Stanford University, which gets the majority of the funding, will investigate new techniques for analyzing complex sets of software code for critical defects. Coverity was tasked with testing 40 open-source applications, using its existing test software (which was largely developed at Stanford).


In March, Coverity released the first set of results. Overall, the average defect density of all the programs was fairly low'about 0.43 bugs per thousand lines of code.


The most widely used programs scored well under this average.


The 3 million lines of code that make up the Linux kernel, for instance, had an average of 0.33 bugs per thousand lines of code. Apache has 0.25 bugs per thousand lines of code.


The open-source LAMP stack (consisting of Linux, Apache, MySQL and a scripting language of either Perl, PHP or Python), had a defect density of 0.29 bugs per thousand lines of code.


Several open-source project teams have registered with Coverity to see the full set of results. The team overseeing the PostgreSQL database system is reviewing the new list, said Bruce Momjian, the project's coordinator.


He has used Coverity reports before, he said, and found them to be useful, if not absolutely essential. The results of a previous study pointed to 'a few unusual cases that weren't exploitable bugs, but were something we wanted to clean up,' he said. With this set of results, however, he has found a number of reported bugs that were actually already fixed.
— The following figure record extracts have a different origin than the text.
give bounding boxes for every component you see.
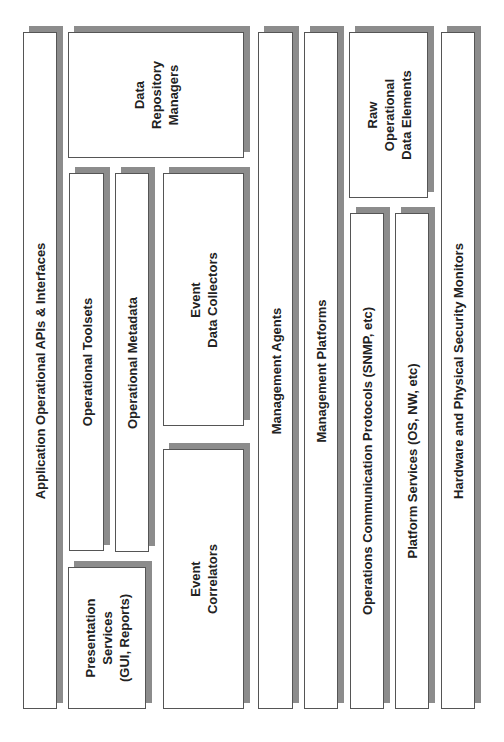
- presentation-services-label: Presentation Services (GUI, Reports): [82, 594, 133, 682]
- platform-services-label: Platform Services (OS, NW, etc): [404, 363, 421, 558]
- app-apis-box: Application Operational APIs & Interface…: [23, 32, 57, 709]
- operational-toolsets-label: Operational Toolsets: [78, 298, 95, 426]
- management-agents-box: Management Agents: [258, 32, 293, 709]
- operational-metadata-label: Operational Metadata: [124, 296, 141, 428]
- event-correlators-box: Event Correlators: [163, 449, 244, 709]
- management-platforms-label: Management Platforms: [313, 299, 330, 442]
- operational-metadata-box: Operational Metadata: [115, 173, 149, 552]
- data-repository-box: Data Repository Managers: [68, 32, 244, 158]
- event-correlators-label: Event Correlators: [187, 544, 221, 614]
- raw-operational-data-box: Raw Operational Data Elements: [349, 32, 428, 198]
- operational-toolsets-box: Operational Toolsets: [69, 173, 104, 551]
- event-data-collectors-box: Event Data Collectors: [163, 173, 244, 426]
- hardware-monitors-label: Hardware and Physical Security Monitors: [450, 243, 467, 499]
- presentation-services-box: Presentation Services (GUI, Reports): [68, 567, 146, 709]
- event-data-collectors-label: Event Data Collectors: [187, 252, 221, 347]
- raw-operational-data-label: Raw Operational Data Elements: [363, 70, 414, 160]
- comm-protocols-label: Operations Communication Protocols (SNMP…: [359, 307, 376, 615]
- platform-services-box: Platform Services (OS, NW, etc): [395, 213, 429, 709]
- comm-protocols-box: Operations Communication Protocols (SNMP…: [350, 213, 384, 709]
- management-platforms-box: Management Platforms: [304, 32, 338, 709]
- hardware-monitors-box: Hardware and Physical Security Monitors: [441, 32, 475, 709]
- app-apis-label: Application Operational APIs & Interface…: [32, 242, 49, 499]
- management-agents-label: Management Agents: [267, 307, 284, 434]
- data-repository-label: Data Repository Managers: [131, 61, 182, 129]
The initial results for Apache contain an abundance of 'false positives' as well, Laurie said.


False positives are pointers to potential problems that turn out not to be problems at all. 'Unverified results from [Coverity's] software are unlikely to continue to be seen to be valuable by developers because of the rather high false-positive rate,' he warned.


False positives

Members of the Linux kernel mailing list bemoaned its collection of false positives, which, to their chagrin, inflated the overall number of bugs Coverity claimed to be in the Linux kernel.
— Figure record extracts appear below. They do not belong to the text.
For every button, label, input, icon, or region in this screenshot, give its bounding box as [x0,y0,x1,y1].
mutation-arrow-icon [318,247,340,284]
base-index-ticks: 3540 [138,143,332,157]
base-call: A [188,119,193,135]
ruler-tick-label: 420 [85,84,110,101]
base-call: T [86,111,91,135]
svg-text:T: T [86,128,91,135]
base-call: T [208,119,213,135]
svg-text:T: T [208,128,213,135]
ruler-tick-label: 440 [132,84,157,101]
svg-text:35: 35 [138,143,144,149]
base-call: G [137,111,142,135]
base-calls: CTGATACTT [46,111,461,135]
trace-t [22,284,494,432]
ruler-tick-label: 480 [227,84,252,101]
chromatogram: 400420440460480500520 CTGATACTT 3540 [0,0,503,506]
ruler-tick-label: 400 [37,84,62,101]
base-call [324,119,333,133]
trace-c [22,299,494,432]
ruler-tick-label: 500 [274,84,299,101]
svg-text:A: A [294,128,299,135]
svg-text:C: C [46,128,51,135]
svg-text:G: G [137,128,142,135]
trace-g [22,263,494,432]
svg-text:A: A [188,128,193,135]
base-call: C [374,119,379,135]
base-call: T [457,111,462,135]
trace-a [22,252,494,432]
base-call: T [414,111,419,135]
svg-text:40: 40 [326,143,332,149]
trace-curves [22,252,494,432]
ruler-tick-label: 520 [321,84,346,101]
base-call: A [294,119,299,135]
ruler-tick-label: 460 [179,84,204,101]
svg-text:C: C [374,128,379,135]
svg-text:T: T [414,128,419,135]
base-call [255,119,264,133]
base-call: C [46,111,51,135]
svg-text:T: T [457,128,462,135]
The group quickly descended on Coverity's list, with volunteers picking out reported bugs, listing them by their Coverity identification numbers, and posting code that would fix the problems. They soon found themselves wasting time going down blind alleys.
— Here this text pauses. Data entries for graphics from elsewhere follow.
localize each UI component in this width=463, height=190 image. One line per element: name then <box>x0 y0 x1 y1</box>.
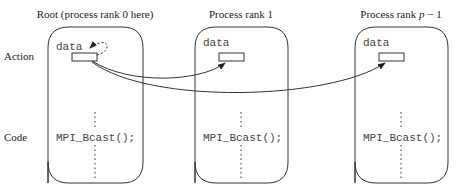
process-rank-p-minus-1: Process rank p − 1 data MPI_Bcast(); <box>355 8 448 183</box>
data-label: data <box>56 41 83 53</box>
data-buffer <box>219 53 244 61</box>
process-rank-1: Process rank 1 data MPI_Bcast(); <box>195 8 288 183</box>
data-buffer <box>379 53 404 61</box>
data-label: data <box>203 37 230 49</box>
row-label-action: Action <box>4 50 34 62</box>
process-root: Root (process rank 0 here) data MPI_Bcas… <box>37 8 154 183</box>
broadcast-arrow-to-rank-p-minus-1 <box>92 62 385 93</box>
process-title: Root (process rank 0 here) <box>37 8 154 21</box>
code-call: MPI_Bcast(); <box>363 132 442 144</box>
data-label: data <box>363 37 390 49</box>
data-buffer <box>72 53 97 61</box>
mpi-bcast-diagram: Action Code Root (process rank 0 here) d… <box>0 0 463 190</box>
code-call: MPI_Bcast(); <box>203 132 282 144</box>
row-label-code: Code <box>4 131 27 143</box>
broadcast-arrow-to-rank-1 <box>92 61 225 78</box>
process-title: Process rank 1 <box>209 8 273 20</box>
process-title: Process rank p − 1 <box>360 8 441 20</box>
code-call: MPI_Bcast(); <box>56 132 135 144</box>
'About half of the [approximately] 50 reports I've looked at so far in their database have been false positives,' one developer quipped. Greg Kroah-Hartman, who maintains a number of driver subsystems for the Linux kernel, pointed to one instance where a developer investigated a purported memory initialization error only to find, after much discussion with his peers, that it did not exist after all.


The software had difficulty parsing basic C code, he said. 'There was nothing wrong with the kernel code at all,' he said in an e-mail.


'All source-code analysis solutions must deal with the false-positive problem,' admitted Ben Chelf, CTO of Coverity. He said that because the company's software is configurable, users can lower the false-positive rate by tweaking the settings.
Members of the Linux kernel group also question why the results shouldn't be made public. Simple bug repair is the type of job outside developers do well, they claim.


The project Web site, scan.coverity.com, offers a tally of how many bugs the project found with each program, but only those involved with the programs themselves can see the full results.


Originally, Coverity did not want to disclose the bugs, fearing that malicious hackers would use the results to nefarious ends. At press time, Chelf said the company was reconsidering publicly posting the full results.


Despite criticisms, Chelf remains confident that DHS is helping the open-source community. 'I'm personally very excited at the response thus far,' he said.